Super Smash Bros. Ultimate
/In previous blog posts and on Twitter, we’ve covered the unintentional lack of backing music for a The Mummy reboot trailer, and as an intentional artistic choice in the trailer for horror film A Quiet Place. We said it might be “both a first and only” occurrence for the blog, and today that’s no longer true – the second film to embrace its total lack of tonality, however, could not be more different in tone.

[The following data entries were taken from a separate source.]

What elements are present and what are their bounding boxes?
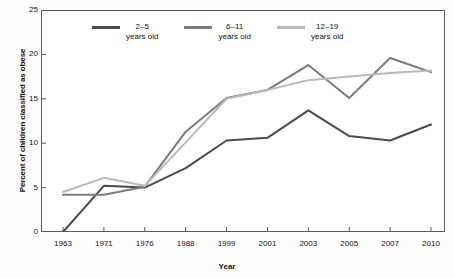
- x-tick-label: 2003: [286, 239, 330, 248]
- legend-color-swatch: [92, 26, 120, 29]
- y-tick-label: 5: [4, 184, 38, 192]
- y-tick-marks: [41, 54, 46, 187]
- series-line: [63, 70, 431, 192]
- legend-entry: 6–11years old: [184, 22, 250, 42]
- x-tick-label: 2010: [409, 239, 453, 248]
- x-tick-label: 2001: [245, 239, 289, 248]
- chart-figure: Percent of children classified as obese …: [0, 0, 454, 278]
- legend-entry: 2–5years old: [92, 22, 158, 42]
- y-tick-label: 25: [4, 6, 38, 14]
- legend-entry: 12–19years old: [277, 22, 343, 42]
- x-tick-label: 1976: [123, 239, 167, 248]
- legend-label: 12–19years old: [311, 22, 343, 42]
- x-tick-label: 1999: [205, 239, 249, 248]
- y-tick-label: 20: [4, 50, 38, 58]
- legend-label-units: years old: [218, 32, 250, 42]
- x-tick-label: 2007: [368, 239, 412, 248]
- series-lines: [63, 58, 431, 232]
- legend-label: 6–11years old: [218, 22, 250, 42]
- legend-label-range: 12–19: [316, 22, 338, 31]
- y-axis-tick-labels: 0510152025: [0, 0, 38, 278]
- x-tick-label: 1971: [82, 239, 126, 248]
- x-tick-label: 1988: [164, 239, 208, 248]
- series-line: [63, 58, 431, 195]
- y-tick-label: 0: [4, 228, 38, 236]
- y-tick-label: 15: [4, 95, 38, 103]
- legend-label-units: years old: [126, 32, 158, 42]
- x-tick-label: 1963: [41, 239, 85, 248]
- legend-label-units: years old: [311, 32, 343, 42]
- legend-color-swatch: [184, 26, 212, 29]
- x-axis-title: Year: [0, 262, 454, 271]
- chart-legend: 2–5years old6–11years old12–19years old: [92, 22, 343, 42]
- series-line: [63, 110, 431, 232]
- x-tick-marks: [63, 227, 431, 232]
- chart-canvas: [41, 10, 445, 232]
- x-tick-label: 2005: [327, 239, 371, 248]
- legend-label: 2–5years old: [126, 22, 158, 42]
- legend-color-swatch: [277, 26, 305, 29]
- legend-label-range: 6–11: [226, 22, 243, 31]
- legend-label-range: 2–5: [136, 22, 149, 31]
- y-tick-label: 10: [4, 139, 38, 147]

While Nintendo’s intentions behind the decision to release a trailer with only sound effects is not clear, its effect is undeniable. Fans are editing in droves to fill the perceived audial gap, some of which are nearing one million views – from channels that, frankly, don’t usually pull in nearly such traffic. The fan cut trailer is certainly not a new phenomenon, but it has never been more pervasive and accessible in an era of pocket computers with previously workstation-class compute and widespread broadband, corporate-subsidized distribution networks (looking at you, YouTube).
Moreover, the Smash Bros. series itself has always been a bit of a collaborative, fan service-driven business. While at first constrained to Nintendo characters for its 1999 debut, the fighting game franchise has since welcomed a variety of video game characters across companies in the industry, from 80s icons Pac-Man and Mega Man, to the 90s and early 2000s PlayStation mainstay Solid Snake, to fighters hailing from the most recent entries in the Pokémon franchise. The music of the series has always been a bombastic highlight: the main theme has always been an original work of epic proportions, with orchestral flourishes and operatic vocals. The most recent theme, via sound production company Noisycroak Co. under composition supervisor Hideki Sakamoto, upholds that trend, suitability surpassing the series’ previous themes for bombast and grandeur. It sounds designed for the epic trailer; carefully tuned for nearly twenty years itself over its series of games, the latest Smash Bros. theme is practically a cognate to the definition of the genre of epic music itself.
Why, then, hold back that perfectly formed whole of a theme for this trailer? Nintendo seems to be saying that, more than ever, this ultra-crossover series belongs to the fans. The tacet score in this trailer appears to be a tacit invitation to complete the trailer as they want to hear it, to an embarrassment of auricular results. Whether or not this is an intentional strategy, we can’t be sure, but the results do speak for themselves.
Smash Bros. Ultimate arrives in stores and on the Nintendo e-shop on December 7th.